Most applications will do exactly that.
Kontact is a bit special in that regard as it can only launched onces.
Mostly a legacy decision from the time when its KMail component was handling email servers directly and having only one instances made data integrity more robust.
Contemporary KMail could be made to allow as many instances as you’d want and/or you could run several different email UIs at the same time.
It is not a workaround if you want activities to be independent.
Profiles are essentially Firefox’s implementation of activities.
Many applications actually support this concept, so it is probably more a matter of how to tie those together in a more convenient way.
I think it is the other way around.
A lot of applications support the concept of activities, though the might call them profiles or sessions, projects, etc.

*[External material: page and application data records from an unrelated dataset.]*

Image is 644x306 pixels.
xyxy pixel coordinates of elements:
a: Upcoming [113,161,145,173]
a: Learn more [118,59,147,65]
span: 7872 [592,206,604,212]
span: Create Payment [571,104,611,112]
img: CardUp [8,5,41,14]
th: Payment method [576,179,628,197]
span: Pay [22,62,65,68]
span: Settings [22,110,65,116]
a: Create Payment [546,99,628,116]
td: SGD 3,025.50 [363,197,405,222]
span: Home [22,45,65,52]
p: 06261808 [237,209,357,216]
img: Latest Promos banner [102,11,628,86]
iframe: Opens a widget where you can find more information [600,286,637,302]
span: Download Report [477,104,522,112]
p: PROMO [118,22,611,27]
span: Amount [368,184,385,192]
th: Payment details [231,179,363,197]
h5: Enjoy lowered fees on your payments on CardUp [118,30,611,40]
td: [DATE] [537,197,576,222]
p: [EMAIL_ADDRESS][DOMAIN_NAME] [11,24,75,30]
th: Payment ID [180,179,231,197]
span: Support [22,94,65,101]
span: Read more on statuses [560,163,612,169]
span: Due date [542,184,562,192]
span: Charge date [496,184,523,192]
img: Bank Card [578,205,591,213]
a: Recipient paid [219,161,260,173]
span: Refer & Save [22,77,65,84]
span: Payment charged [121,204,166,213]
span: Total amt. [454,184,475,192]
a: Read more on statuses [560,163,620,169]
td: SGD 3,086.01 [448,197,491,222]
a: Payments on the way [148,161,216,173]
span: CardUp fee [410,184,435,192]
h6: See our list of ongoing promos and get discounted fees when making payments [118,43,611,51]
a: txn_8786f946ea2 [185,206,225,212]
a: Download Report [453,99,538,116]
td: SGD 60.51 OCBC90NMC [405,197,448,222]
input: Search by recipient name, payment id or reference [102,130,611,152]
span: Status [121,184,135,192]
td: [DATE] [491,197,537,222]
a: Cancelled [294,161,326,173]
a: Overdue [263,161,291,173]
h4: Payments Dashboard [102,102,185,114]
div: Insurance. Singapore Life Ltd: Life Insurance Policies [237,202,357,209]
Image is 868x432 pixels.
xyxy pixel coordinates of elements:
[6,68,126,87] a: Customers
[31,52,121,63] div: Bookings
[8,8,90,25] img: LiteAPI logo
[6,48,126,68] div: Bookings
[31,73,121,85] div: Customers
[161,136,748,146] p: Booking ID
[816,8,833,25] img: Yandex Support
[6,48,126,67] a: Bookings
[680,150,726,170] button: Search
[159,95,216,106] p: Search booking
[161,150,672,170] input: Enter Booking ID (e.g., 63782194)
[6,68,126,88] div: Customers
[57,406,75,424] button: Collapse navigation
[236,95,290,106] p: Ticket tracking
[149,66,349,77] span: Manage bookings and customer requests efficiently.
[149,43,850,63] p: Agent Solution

A desktop environment with similar capability can then help to orchestrate these.
Virtual desktops already exist. This is not an either/or choice.

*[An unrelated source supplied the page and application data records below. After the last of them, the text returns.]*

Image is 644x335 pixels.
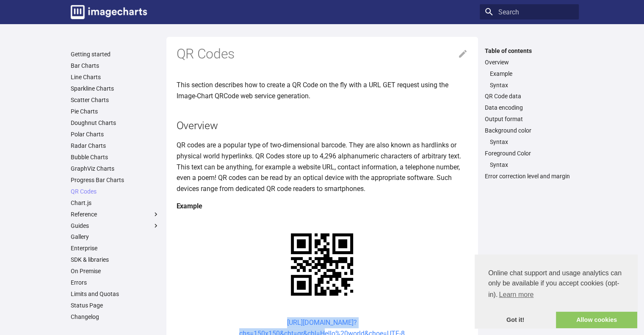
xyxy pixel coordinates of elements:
a: Changelog [70,313,160,321]
a: SDK & libraries [70,255,160,263]
nav: Table of contents [480,47,579,180]
a: Pie Charts [70,108,160,115]
a: QR Code data [485,92,574,100]
a: learn more about cookies [497,288,535,301]
a: Output format [485,115,574,123]
img: chart [276,218,367,310]
a: Limits and Quotas [70,290,160,298]
label: Table of contents [480,47,579,55]
a: Scatter Charts [70,96,160,104]
a: Errors [70,279,160,286]
a: Status Page [70,302,160,309]
nav: Background color [485,138,574,146]
a: Error correction level and margin [485,172,574,180]
nav: Overview [485,70,574,89]
nav: Foreground Color [485,161,574,168]
a: Static Chart Editor [70,324,160,332]
a: Chart.js [70,199,160,207]
span: Online chat support and usage analytics can only be available if you accept cookies (opt-in). [488,268,624,301]
a: Bar Charts [70,62,160,70]
h1: QR Codes [177,45,467,63]
input: Search [480,5,579,20]
a: dismiss cookie message [474,312,556,329]
a: Sparkline Charts [70,85,160,92]
a: Data encoding [485,104,574,111]
img: logo [70,5,147,19]
label: Guides [70,222,160,230]
a: allow cookies [556,312,637,329]
a: Bubble Charts [70,153,160,161]
p: This section describes how to create a QR Code on the fly with a URL GET request using the Image-... [177,80,467,102]
a: QR Codes [70,187,160,196]
a: Syntax [489,138,574,146]
label: Reference [70,211,160,218]
a: GraphViz Charts [70,164,160,172]
a: Enterprise [70,244,160,252]
a: Syntax [489,161,574,168]
p: QR codes are a popular type of two-dimensional barcode. They are also known as hardlinks or physi... [177,139,467,194]
a: Line Charts [70,74,160,81]
a: Background color [485,127,574,134]
div: cookieconsent [474,255,637,328]
a: Foreground Color [485,149,574,157]
h4: Example [177,201,467,211]
a: Image-Charts documentation [67,2,150,23]
a: Gallery [70,233,160,240]
a: Progress Bar Charts [70,176,160,183]
a: Doughnut Charts [70,119,160,127]
a: Getting started [70,50,160,58]
h2: Overview [177,118,467,133]
a: Syntax [489,81,574,89]
a: Overview [485,58,574,66]
a: On Premise [70,268,160,275]
a: Example [489,70,574,77]
a: Radar Charts [70,142,160,149]
a: Polar Charts [70,130,160,138]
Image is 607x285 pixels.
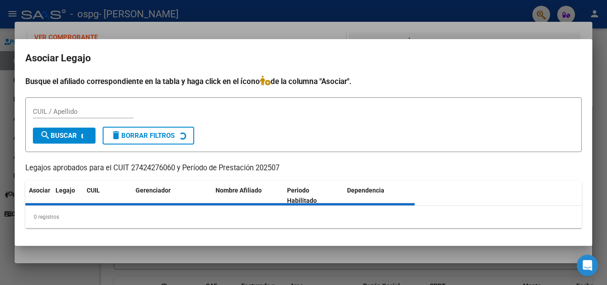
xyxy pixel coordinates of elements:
datatable-header-cell: Gerenciador [132,181,212,210]
span: Dependencia [347,187,384,194]
button: Borrar Filtros [103,127,194,144]
mat-icon: search [40,130,51,140]
span: Nombre Afiliado [215,187,262,194]
span: Asociar [29,187,50,194]
div: 0 registros [25,206,581,228]
span: CUIL [87,187,100,194]
h4: Busque el afiliado correspondiente en la tabla y haga click en el ícono de la columna "Asociar". [25,75,581,87]
datatable-header-cell: Periodo Habilitado [283,181,343,210]
p: Legajos aprobados para el CUIT 27424276060 y Período de Prestación 202507 [25,163,581,174]
mat-icon: delete [111,130,121,140]
span: Buscar [40,131,77,139]
button: Buscar [33,127,95,143]
span: Periodo Habilitado [287,187,317,204]
span: Borrar Filtros [111,131,175,139]
datatable-header-cell: Nombre Afiliado [212,181,283,210]
span: Legajo [56,187,75,194]
datatable-header-cell: Asociar [25,181,52,210]
h2: Asociar Legajo [25,50,581,67]
datatable-header-cell: Legajo [52,181,83,210]
datatable-header-cell: Dependencia [343,181,415,210]
span: Gerenciador [135,187,171,194]
div: Open Intercom Messenger [576,254,598,276]
datatable-header-cell: CUIL [83,181,132,210]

Activities do essentially that. Each activity is its own group of virtual desktops.
Yes, they do.
They (currently) just don’t give you a different number of virtual desktops.

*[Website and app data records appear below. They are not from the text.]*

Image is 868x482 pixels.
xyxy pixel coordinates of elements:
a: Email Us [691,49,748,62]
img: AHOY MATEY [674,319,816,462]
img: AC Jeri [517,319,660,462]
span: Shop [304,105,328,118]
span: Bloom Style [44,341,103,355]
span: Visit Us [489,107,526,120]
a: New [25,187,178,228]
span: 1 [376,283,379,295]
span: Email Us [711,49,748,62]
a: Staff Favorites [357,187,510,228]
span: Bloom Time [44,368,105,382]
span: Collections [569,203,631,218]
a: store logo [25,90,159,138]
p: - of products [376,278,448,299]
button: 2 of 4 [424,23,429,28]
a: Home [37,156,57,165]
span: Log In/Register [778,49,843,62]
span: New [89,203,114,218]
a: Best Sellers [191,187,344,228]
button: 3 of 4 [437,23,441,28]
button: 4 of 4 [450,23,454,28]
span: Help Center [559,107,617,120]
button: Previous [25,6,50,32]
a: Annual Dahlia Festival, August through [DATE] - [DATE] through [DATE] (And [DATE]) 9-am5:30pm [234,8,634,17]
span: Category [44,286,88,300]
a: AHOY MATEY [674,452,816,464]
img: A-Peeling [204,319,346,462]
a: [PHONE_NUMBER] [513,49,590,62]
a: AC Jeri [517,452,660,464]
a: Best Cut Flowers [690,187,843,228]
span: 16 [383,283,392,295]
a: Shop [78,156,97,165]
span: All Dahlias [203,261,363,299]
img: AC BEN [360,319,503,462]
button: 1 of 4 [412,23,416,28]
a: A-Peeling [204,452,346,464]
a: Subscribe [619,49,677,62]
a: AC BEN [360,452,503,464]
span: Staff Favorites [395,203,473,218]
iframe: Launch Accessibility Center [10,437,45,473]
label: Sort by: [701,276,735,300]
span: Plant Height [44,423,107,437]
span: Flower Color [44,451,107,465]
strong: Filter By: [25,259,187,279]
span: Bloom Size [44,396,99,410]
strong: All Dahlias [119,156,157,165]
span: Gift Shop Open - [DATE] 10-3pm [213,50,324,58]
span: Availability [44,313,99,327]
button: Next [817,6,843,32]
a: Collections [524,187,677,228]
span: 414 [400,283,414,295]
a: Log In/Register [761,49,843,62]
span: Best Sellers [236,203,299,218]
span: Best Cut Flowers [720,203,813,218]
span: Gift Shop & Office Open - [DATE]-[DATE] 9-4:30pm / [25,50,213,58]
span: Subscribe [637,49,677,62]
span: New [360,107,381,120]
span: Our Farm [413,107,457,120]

My main/private activity has different (fancy) wallpapers for each monitor, my work related ones have the same (simple) wallpapers across all monitors but each one has a different image.
My main activity has a classic “icons on desktop” configured showing the user account’s “Desktop” folder, the others have folder views with activity specific folders.
All have a “sticky notes” applet but obviously with different content.
The work related activities have certain similarities, e.g. positions of applets, however that is because I’ve configured them this way for consistency. I didn’t have to.
That is what activities do. Their virtual desktops are a group, one per activity. Making changes applies to all virtual desktops in that group but none of the others.